Explain how gradient boosting fits residuals. What role does the learning rate play?
Gradient boosting builds an additive model by fitting each new tree to the negative gradient of the loss with respect to the current ensemble's predictions — effectively the residuals for squared error. The learning rate shrinks each tree's contribution, keeping the ensemble from over-correcting and acting as a regulariser.
How to think about it
The core algorithm
Start with a constant prediction F₀ (e.g., the mean for regression). At each iteration m:
- Compute the pseudo-residuals — the negative gradient of the loss L with respect to the current predictions:
r_i = -∂L(y_i, F_{m-1}(x_i)) / ∂F_{m-1}(x_i)
For mean squared error, this simplifies exactly to r_i = y_i - F_{m-1}(x_i) — the familiar residual.
-
Fit a shallow tree h_m to the pseudo-residuals.
-
Update the ensemble:
F_m(x) = F_{m-1}(x) + η · h_m(x)
The process works for any differentiable loss (log-loss for classification, MAE, Huber, etc.) because gradient descent is applied in function space, not parameter space.

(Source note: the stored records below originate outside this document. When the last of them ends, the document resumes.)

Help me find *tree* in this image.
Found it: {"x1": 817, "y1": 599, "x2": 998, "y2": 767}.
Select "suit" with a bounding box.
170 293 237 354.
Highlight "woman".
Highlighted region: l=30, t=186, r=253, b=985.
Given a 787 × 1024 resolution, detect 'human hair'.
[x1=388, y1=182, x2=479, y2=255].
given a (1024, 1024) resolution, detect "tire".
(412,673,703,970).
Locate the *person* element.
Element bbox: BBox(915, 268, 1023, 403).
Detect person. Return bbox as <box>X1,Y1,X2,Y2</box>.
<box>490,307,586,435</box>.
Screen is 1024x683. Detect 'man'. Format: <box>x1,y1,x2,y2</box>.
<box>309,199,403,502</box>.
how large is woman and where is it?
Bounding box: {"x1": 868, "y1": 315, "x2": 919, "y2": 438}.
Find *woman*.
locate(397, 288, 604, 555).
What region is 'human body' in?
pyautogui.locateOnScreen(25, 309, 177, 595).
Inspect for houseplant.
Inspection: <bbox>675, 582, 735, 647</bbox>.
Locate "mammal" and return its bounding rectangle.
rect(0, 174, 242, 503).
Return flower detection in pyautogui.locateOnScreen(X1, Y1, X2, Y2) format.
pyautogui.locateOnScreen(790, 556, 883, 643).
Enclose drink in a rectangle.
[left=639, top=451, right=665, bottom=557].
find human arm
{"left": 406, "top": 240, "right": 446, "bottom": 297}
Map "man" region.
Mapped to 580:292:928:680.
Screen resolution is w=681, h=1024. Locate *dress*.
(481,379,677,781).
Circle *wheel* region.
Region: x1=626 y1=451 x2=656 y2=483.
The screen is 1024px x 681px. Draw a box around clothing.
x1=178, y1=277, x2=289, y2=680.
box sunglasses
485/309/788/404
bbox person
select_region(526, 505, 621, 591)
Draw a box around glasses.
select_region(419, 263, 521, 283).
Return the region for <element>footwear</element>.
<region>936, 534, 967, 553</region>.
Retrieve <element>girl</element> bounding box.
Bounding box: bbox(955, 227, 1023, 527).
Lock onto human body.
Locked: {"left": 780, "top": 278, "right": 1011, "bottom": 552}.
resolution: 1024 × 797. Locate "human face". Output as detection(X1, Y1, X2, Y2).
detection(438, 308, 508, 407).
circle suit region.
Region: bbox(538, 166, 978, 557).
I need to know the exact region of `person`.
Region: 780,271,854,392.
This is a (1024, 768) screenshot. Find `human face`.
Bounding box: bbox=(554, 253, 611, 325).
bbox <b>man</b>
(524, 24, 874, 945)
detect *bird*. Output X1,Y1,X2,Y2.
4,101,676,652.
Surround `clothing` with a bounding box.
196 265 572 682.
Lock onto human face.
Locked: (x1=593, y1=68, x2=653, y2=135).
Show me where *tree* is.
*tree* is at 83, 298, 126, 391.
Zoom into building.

Learning rate η (shrinkage)
η ∈ (0, 1] scales down each tree’s contribution. Smaller η means:
- The ensemble moves more conservatively toward the minimum
- More trees are needed to achieve the same training loss
- Better generalisation because the model is harder to overfit
The interaction: n_estimators and eta must be tuned jointly. Halving eta roughly requires doubling n_estimators to match training performance.
from sklearn.ensemble import GradientBoostingRegressor
gbr = GradientBoostingRegressor(
n_estimators=500,
learning_rate=0.05, # small lr → need more trees
max_depth=3, # shallow trees keep variance low
subsample=0.8, # stochastic gradient boosting
random_state=42
)
gbr.fit(X_train, y_train)
Stochastic gradient boosting — setting subsample < 1 adds row sampling per tree (like bagging), which further reduces overfitting and often improves accuracy.